((

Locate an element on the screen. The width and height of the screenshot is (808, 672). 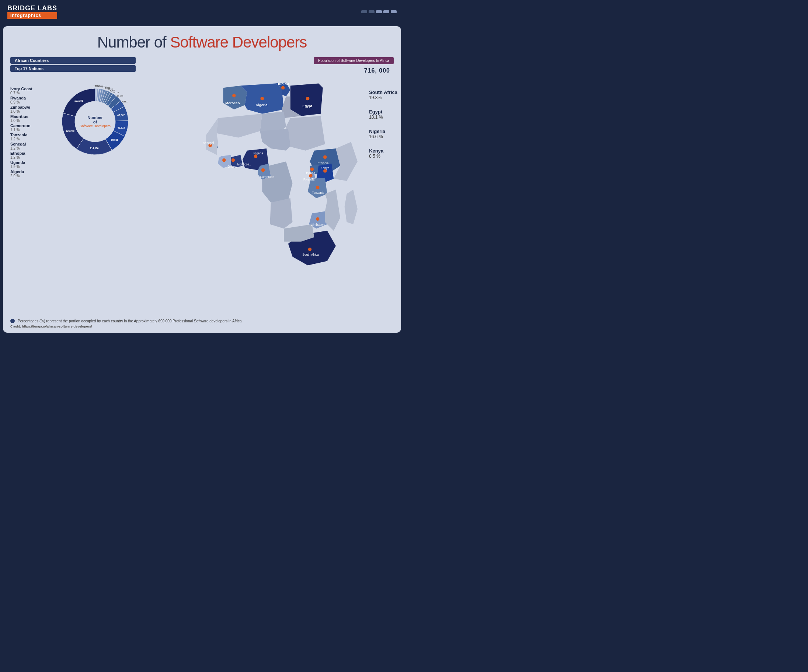
label-ethiopia: Ethiopia is located at coordinates (323, 163).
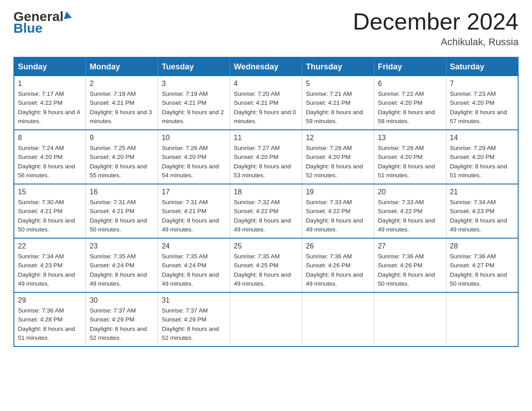 The image size is (532, 411). I want to click on table-row: 27 Sunrise: 7:36 AM Sunset: 4:26 PM Dayl…, so click(410, 265).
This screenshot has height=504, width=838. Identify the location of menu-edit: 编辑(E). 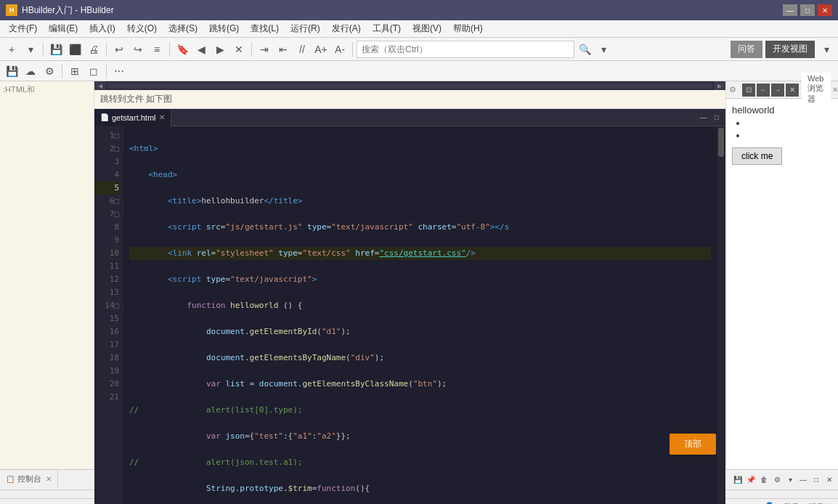
(63, 29).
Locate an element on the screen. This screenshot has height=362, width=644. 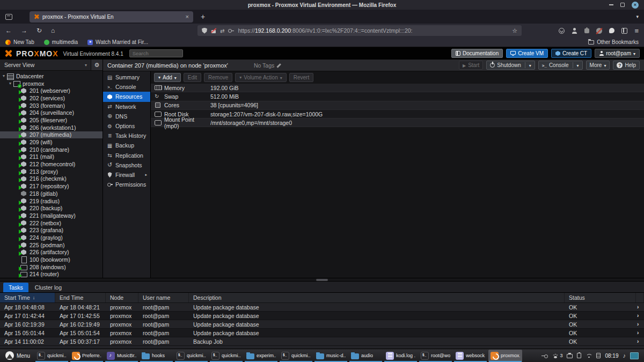
console-button: Console is located at coordinates (560, 65).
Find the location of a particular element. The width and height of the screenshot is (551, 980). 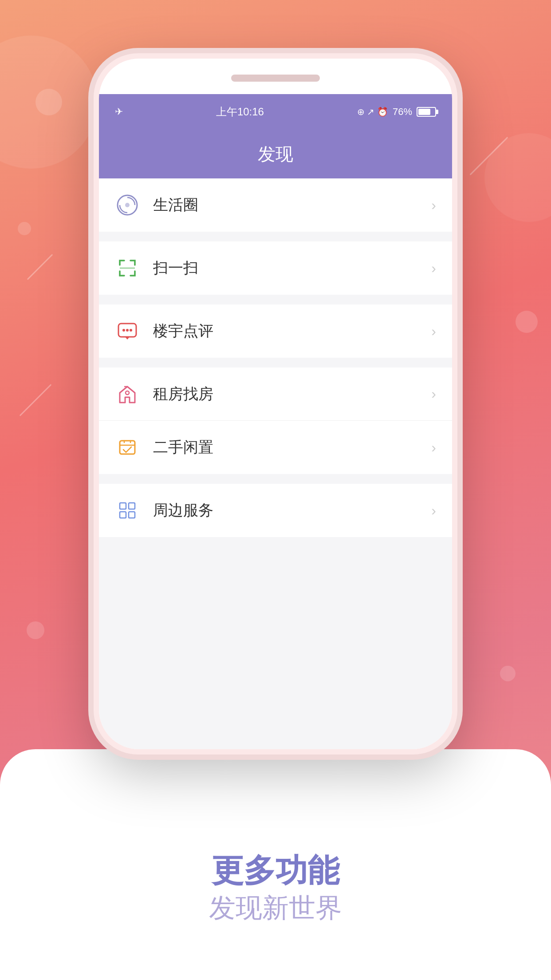

nav-header: 发现 is located at coordinates (276, 154).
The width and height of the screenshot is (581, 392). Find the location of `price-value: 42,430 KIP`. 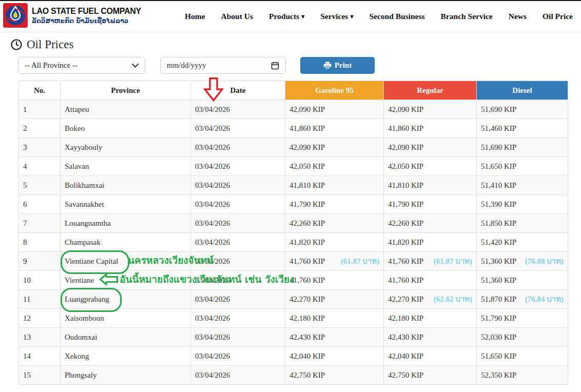

price-value: 42,430 KIP is located at coordinates (307, 338).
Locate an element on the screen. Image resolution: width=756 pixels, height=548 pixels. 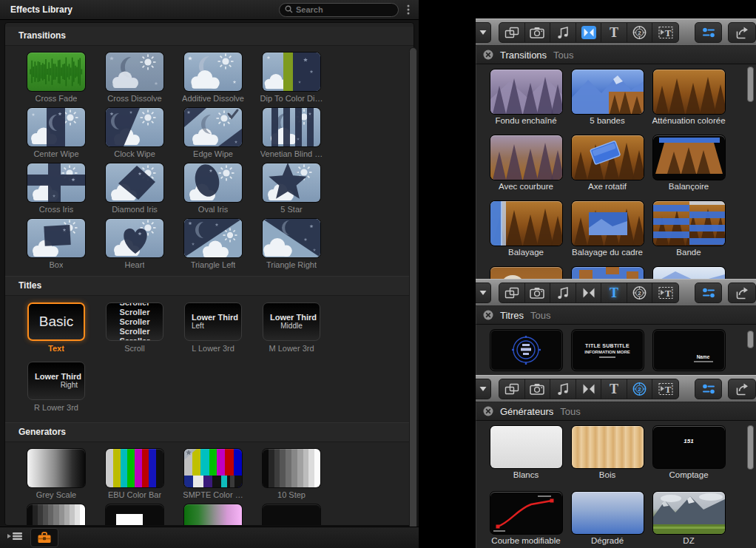
effect-tile: ScrollerScrollerScrollerScrollerScroller… is located at coordinates (135, 332).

))

Where the line with "Find the location of a" appears in the entries above, begin there and restate every line to the end word for word, minus the pictures.

Response to this task:
Find the location of a particular element. The width and height of the screenshot is (551, 980). 

nav-header: 发现 is located at coordinates (276, 154).
The width and height of the screenshot is (581, 392). Find the location of `price-value: 42,430 KIP`. 

price-value: 42,430 KIP is located at coordinates (307, 338).
Locate an element on the screen. Image resolution: width=756 pixels, height=548 pixels. 
effect-tile: ScrollerScrollerScrollerScrollerScroller… is located at coordinates (135, 332).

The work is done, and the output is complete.